Nasrin is a 59-year-old with Down’s syndrome, whose Alzheimer’s started having a significant impact 18 months ago.
Nasrin always had a strong sense of place: she enjoyed attending her centres and her clubs and always brought back pictures, postcards and a T-shirt from her travels. At home, her bedroom was her fiefdom and she was obsessive about arrangements: curtains had to be closed at a certain time, and she could not leave the room until pillows and cushions were to her satisfaction. It was important that she was the last one out and she always closed the door herself. While visitors to her room were tolerated, a wary eye was kept lest they sit on her bed or enter uninvited.
As her Alzheimer’s progressed, Nasrin increasingly stayed in bed and lost interest in the rest of the house. Upon moving to a nursing home, she reacted well to her new bedroom, which was furnished with her own items. Initially she was happy to visit home, and referred to the house as her ‘old house’. At this stage she still checked on her bedroom during home visits but did not fuss about leaving it.
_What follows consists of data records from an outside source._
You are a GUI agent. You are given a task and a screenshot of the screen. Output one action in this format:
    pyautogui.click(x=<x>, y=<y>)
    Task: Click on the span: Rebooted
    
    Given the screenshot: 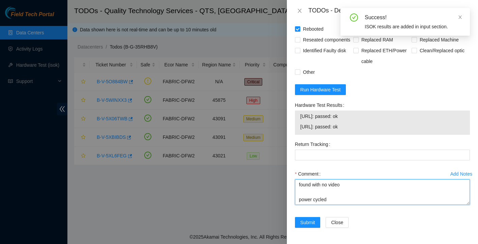 What is the action you would take?
    pyautogui.click(x=313, y=29)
Just three weeks after leaving home – and having visited each day over the Christmas period – she reacted very aggressively to a visit to the ‘old house’. She screamed in her bedroom and was only pacified when she could return to the nursing home. For four months, she could not be persuaded to return home, though she would accompany her family to other houses.
Nasrin’s favourite places now are shopping centres and parks. She no longer gives instructions about her room, but she enjoys looking at her pictures and the butterfly images that adorn the walls. Initially she refused TV or music; she tolerates the sound now. Nasrin occasionally asks for her curtains to be closed. She does not show much interest in the rest of the nursing home, but can be persuaded to take some walks along the corridors. She has responded well to spending a day a week at her old day centre and taking part in the trips. She is content in her room and will lie in her bed quite relaxed.